The sylph's head came up with a snap.

"I shouldn't be surprised if it did 'elp," she fluted, "but I sharn't do it, just the same. W'y don't you arsk for the loan of my Sunday frock, and 'ave done with it? Arn't I helping you enough, as it is?"

Daisy, unabashed and with a little shrug, donned her slightly soiled waist and brushed the worst of the lint from her travel-wrinkled skirt. Then she picked up her telescope grip, and swung it gaily.

"Well, I'm off," was the verbal fashion of her parting, as she skipped down the stairs.

In spite of the sylph's assiduity of helpfulness, the latter made no particular demonstration of partiality as, from the head of the stairway, she watched the girl descend.

"Ee-yes," she murmured to herself, "they would put that saucy miss waitin' at table, in 'ere where my Bob is clerkin'. 'E's a bit rough at the start-off with the gels, Bob is—but 'e's dreadful soft-'artid when a gel once gets 'im gowing."


CHAPTER V. A Job.

Daisy Nixon flung out of the door of the Imperial Hotel into an afternoon world of dust and din and ecstasy. It was the hour when stenographers, in offices, whose high open windows command the streets with their emancipated pedestrians, begin to rubber over-shoulder at the clock, and to make excursions into washrooms to veneer the fresh color of cheek and chin and forehead with cadaverous conventional powder. The "boys" have been educated to look for this make-up (it takes an educated taste to appreciate it!) and a girl would as soon think of leaving the office in her stocking-feet, as without a blue-white effect on chin and nose and forehead, and a smudge of strangulation purple blotting the cheek's own inimitable rose.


* _Task item_
Starting at the line with "This screenshot has" and stopping at the final line, retype the data below exactly; do not carry over any pictures.

* _Records provided_
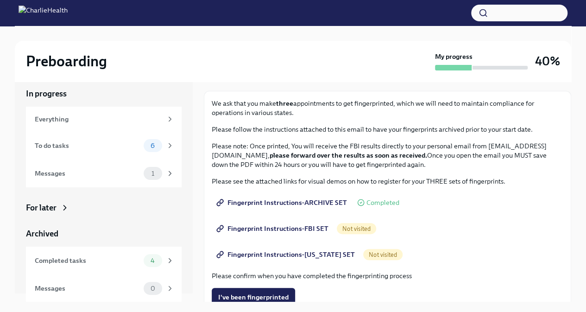 The width and height of the screenshot is (586, 312). I want to click on h2: Preboarding, so click(66, 61).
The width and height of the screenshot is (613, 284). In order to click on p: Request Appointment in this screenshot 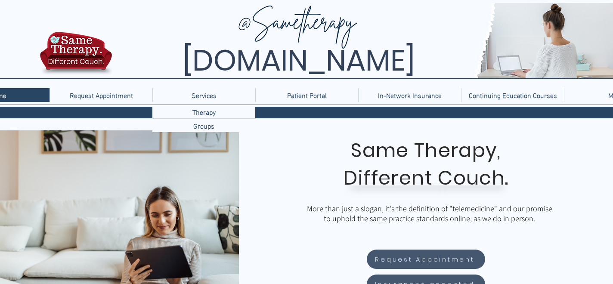, I will do `click(101, 95)`.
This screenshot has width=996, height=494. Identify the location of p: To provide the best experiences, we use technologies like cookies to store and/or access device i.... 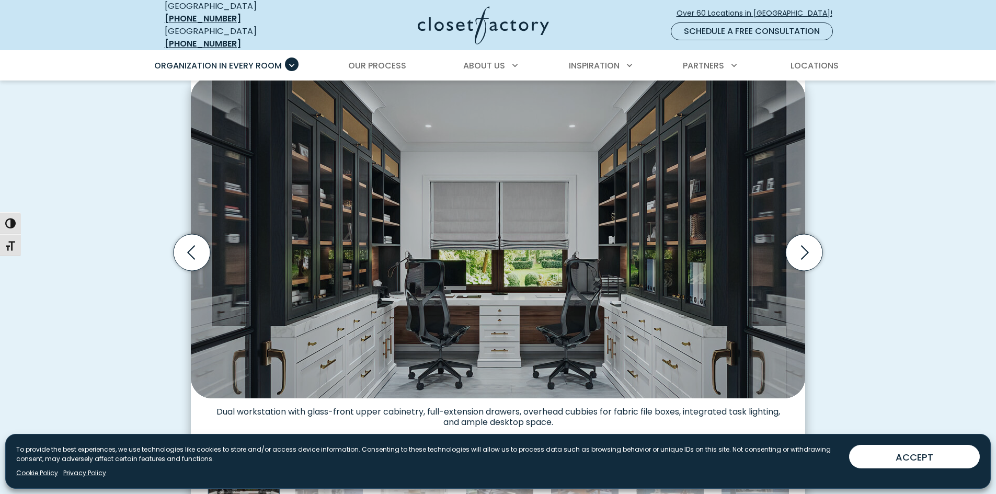
(428, 454).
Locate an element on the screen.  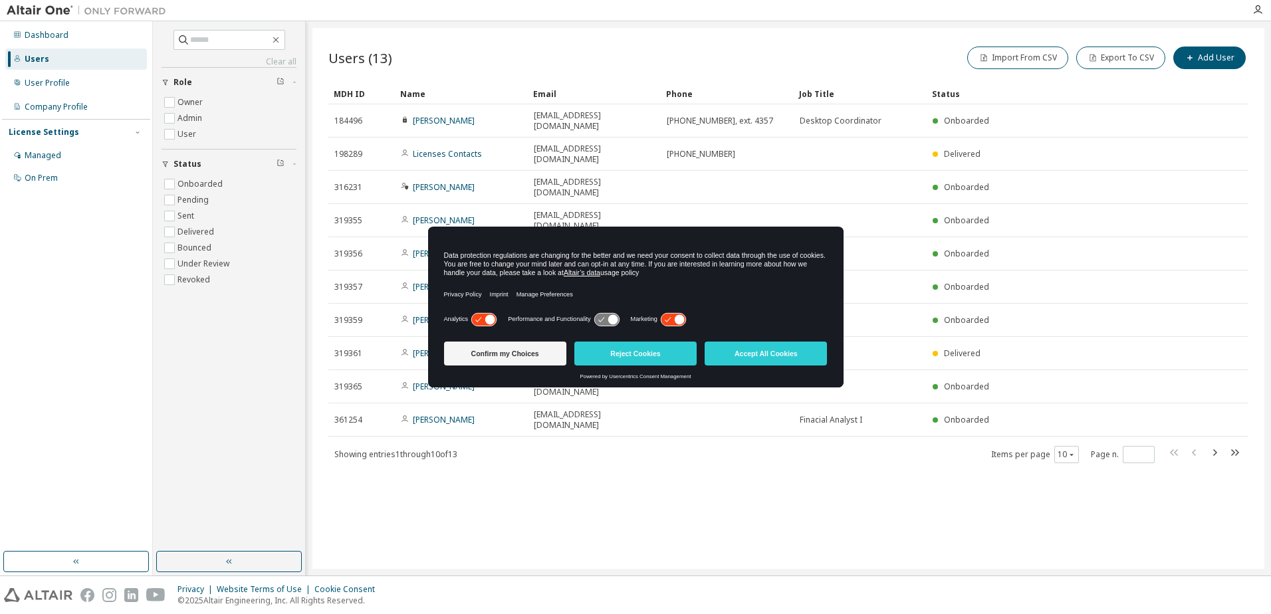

* _Answer space_
This screenshot has width=996, height=494. Identify the location of p: To provide the best experiences, we use technologies like cookies to store and/or access device i.... 
(428, 454).
Locate an element on the screen.  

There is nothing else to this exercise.